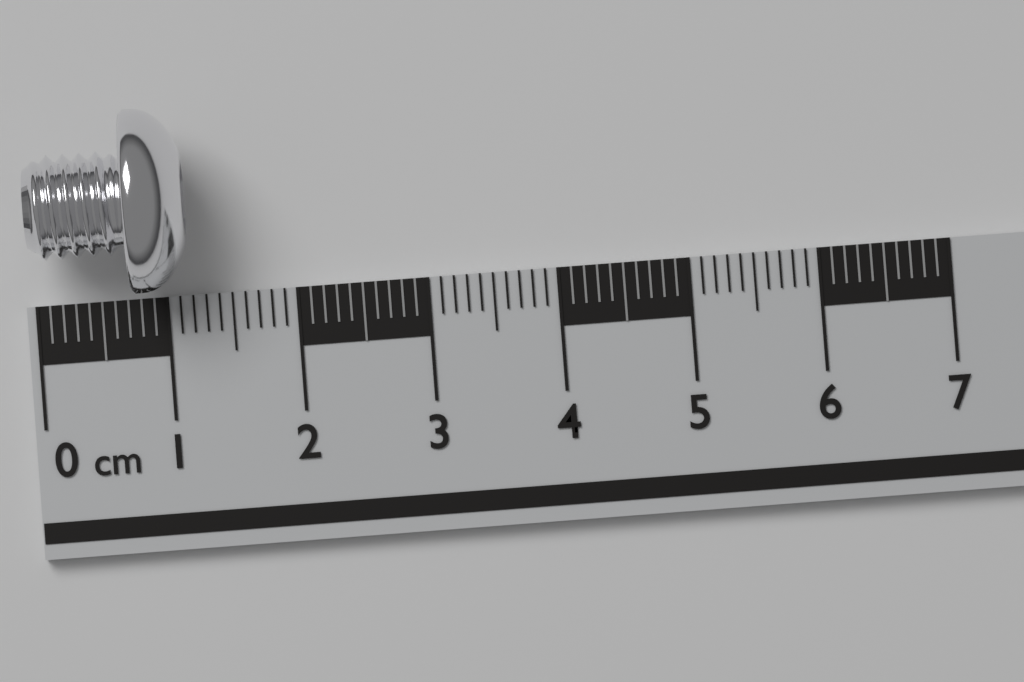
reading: 1.2 cm
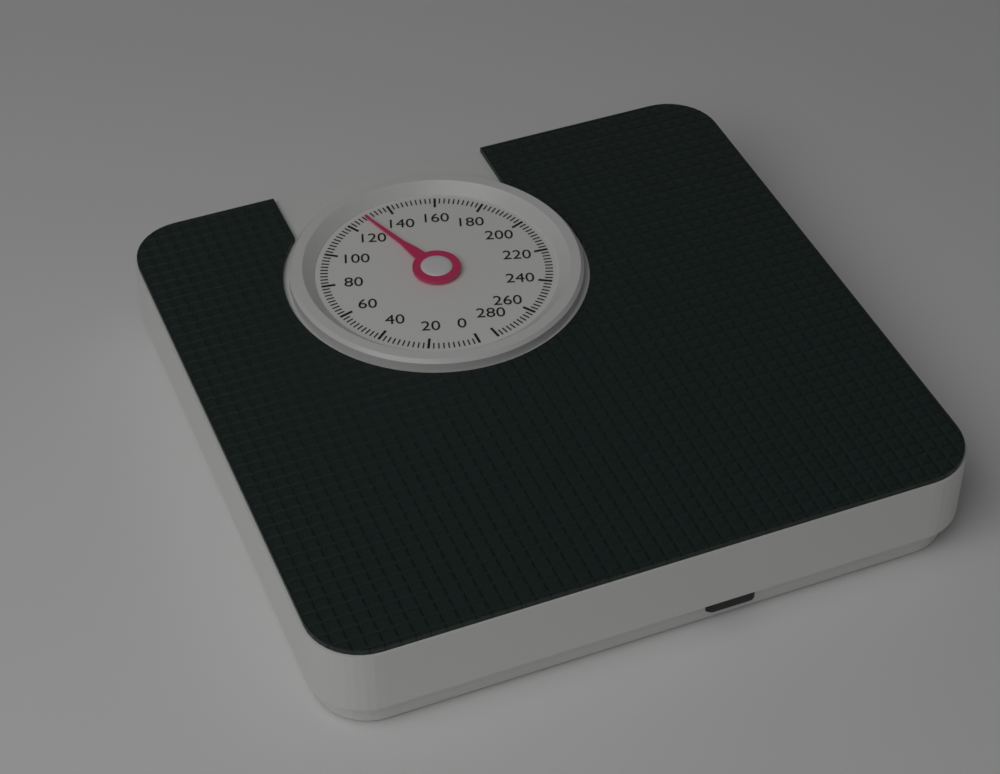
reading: 128 (no unit)
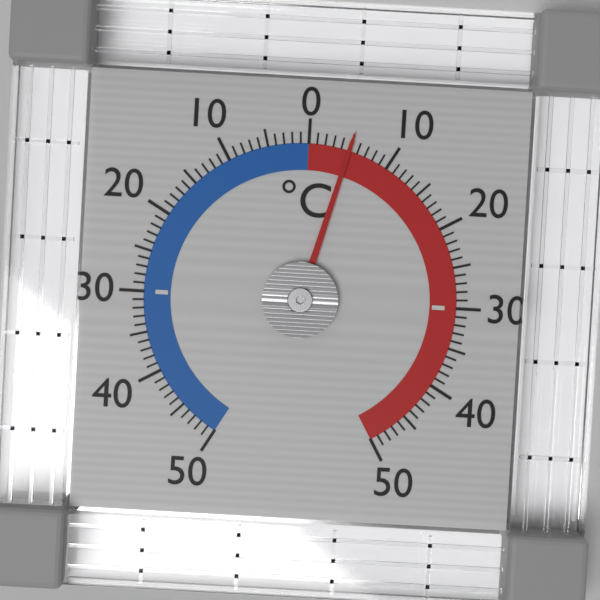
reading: 5 °C
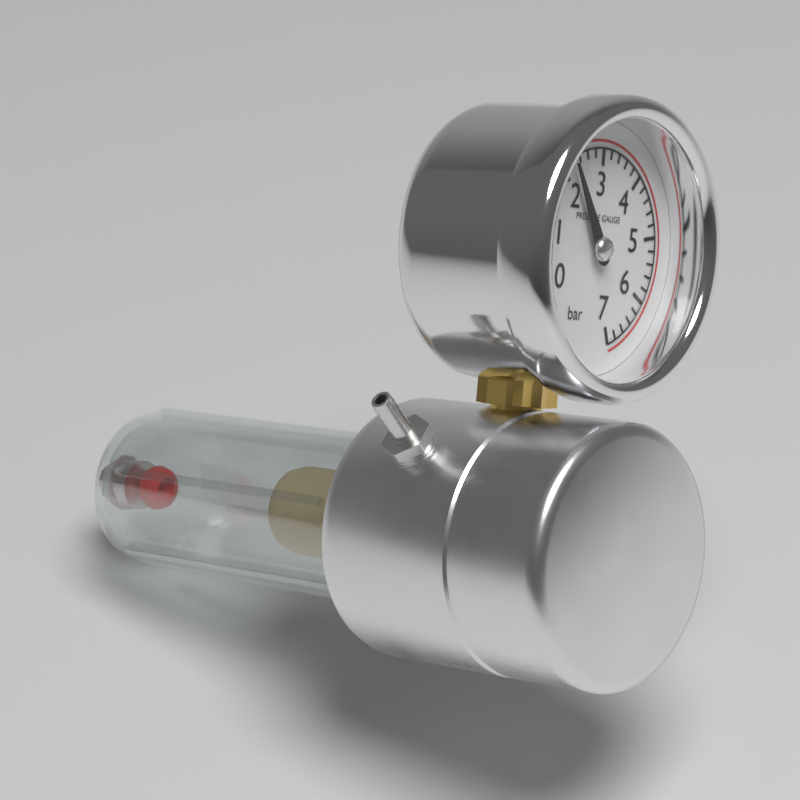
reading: 2.2 bar
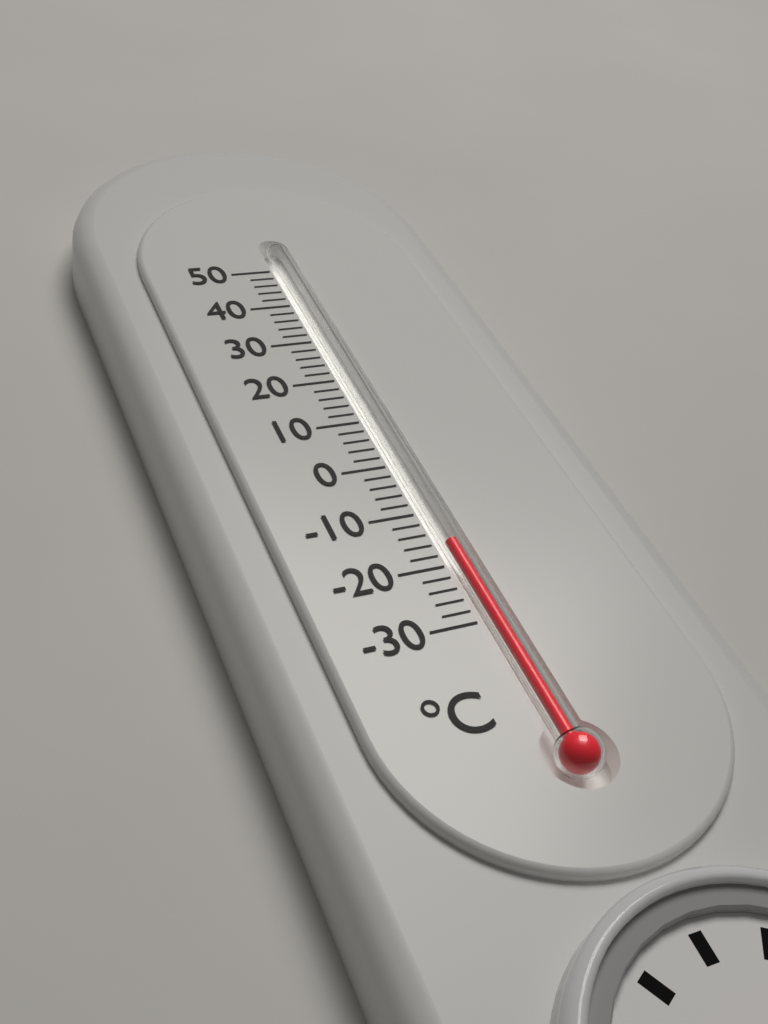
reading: -16 °C
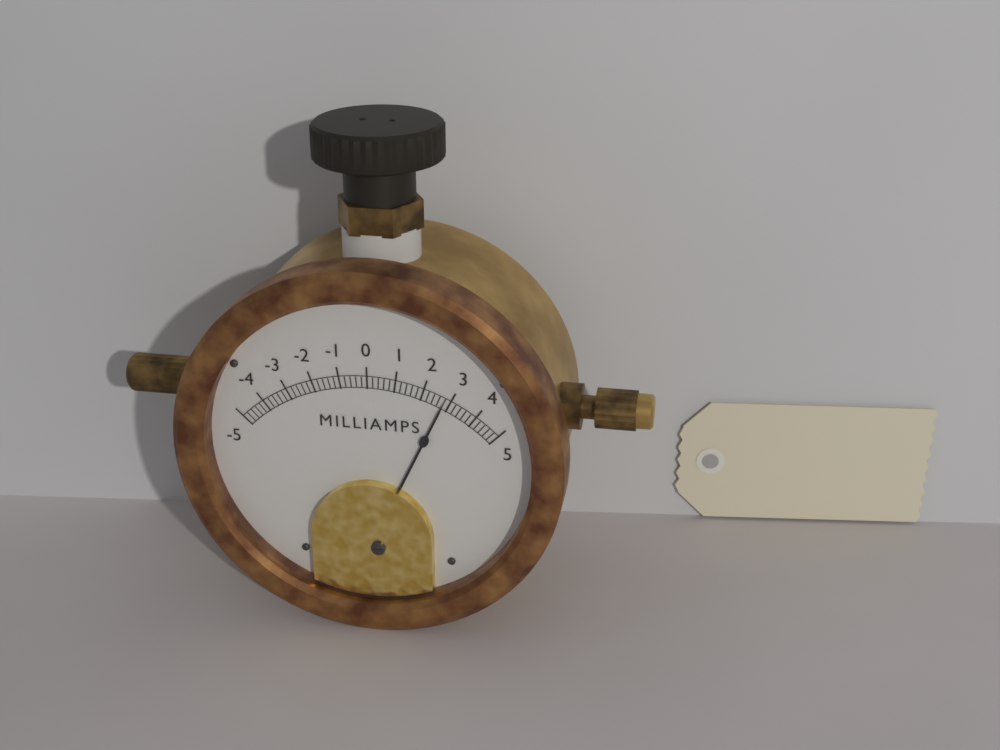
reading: 2.8 mA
──────
-- What to work on --
Reproduce the whole listing verbatim and keep all pictures out of it.

-- Response area --
reading: 1.2 cm
reading: 128 (no unit)
reading: 5 °C
reading: 2.2 bar
reading: -16 °C
reading: 2.8 mA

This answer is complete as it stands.